Tinnitus (Wanna Be a Rock)
TOMORROW X TOGETHER
A grinding, abrasive slab of alt-rock energy, "Tinnitus (Wanna Be a Rock)" opens with distorted guitars that don't ease you in — they shove. The track is built around noise and discomfort in a way that's entirely intentional: the ringing sensation of tinnitus becomes a metaphor for the persistent, intrusive feelings that won't quiet down no matter how hard you try to ignore them. The production is deliberately loud and overlapping, guitars stacked thick, drums hitting hard, everything competing for space in the mix. Vocally, the performance is raw in a way that feels almost unfiltered, like the process of recording was itself an act of catharsis. There's a genuine rock identity here that goes beyond style adoption — TXT inhabit the genre rather than wear it, and the track feels as comfortable in the lineage of grunge and post-punk as it does in contemporary K-pop.

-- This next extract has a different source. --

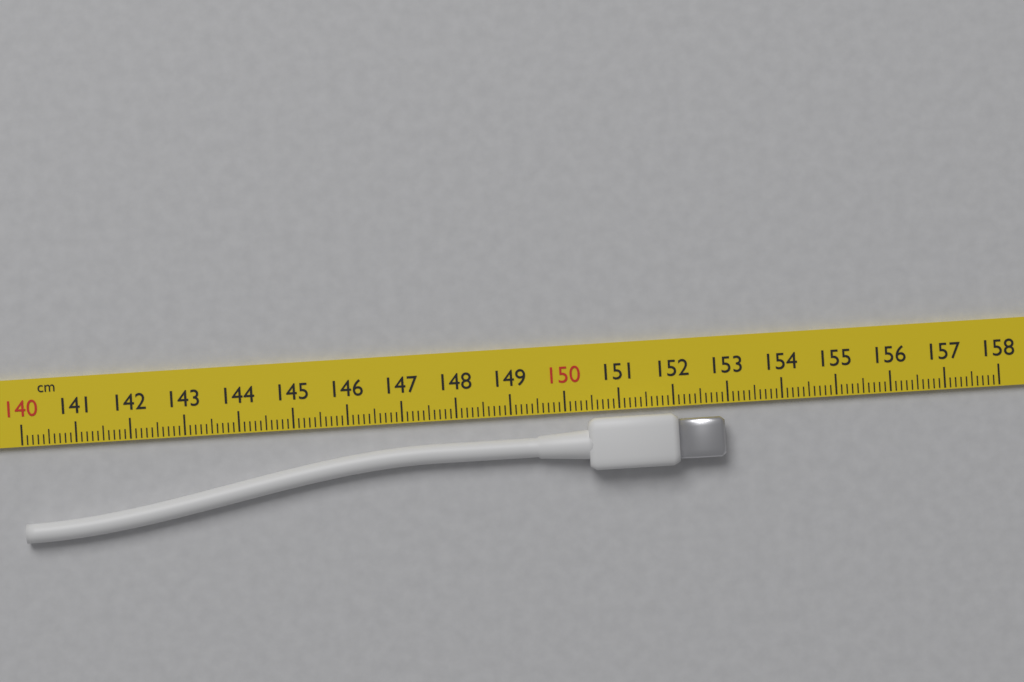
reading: 152.9 cm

The lyrical core is the desire to transform pain into something loud enough that it becomes art, to take what's unbearable inside and make it a sound that the world has to acknowledge. This is a song for turning the volume to a level that makes the walls vibrate, for the cathartic release of screaming along with something that understands your frequency.
fast
2020s
abrasive, dense, loud
South Korean K-pop with Western grunge and post-punk influence
K-Pop, Rock. Alt-rock / post-punk. defiant, cathartic. Erupts immediately with abrasive aggression and sustains that intensity throughout, building toward cathartic release through sheer volume and noise.. energy 9. fast. danceability 4. valence 4. vocals: raw male group vocals, unfiltered, cathartic, intense delivery. production: distorted stacked guitars, hard-hitting drums, dense overlapping layers, loud mix. texture: abrasive, dense, loud. acousticness 2. era: 2020s. South Korean K-pop with Western grunge and post-punk influence. Cranking the volume alone in your room when you need to externalize something that won't stop ringing inside your head.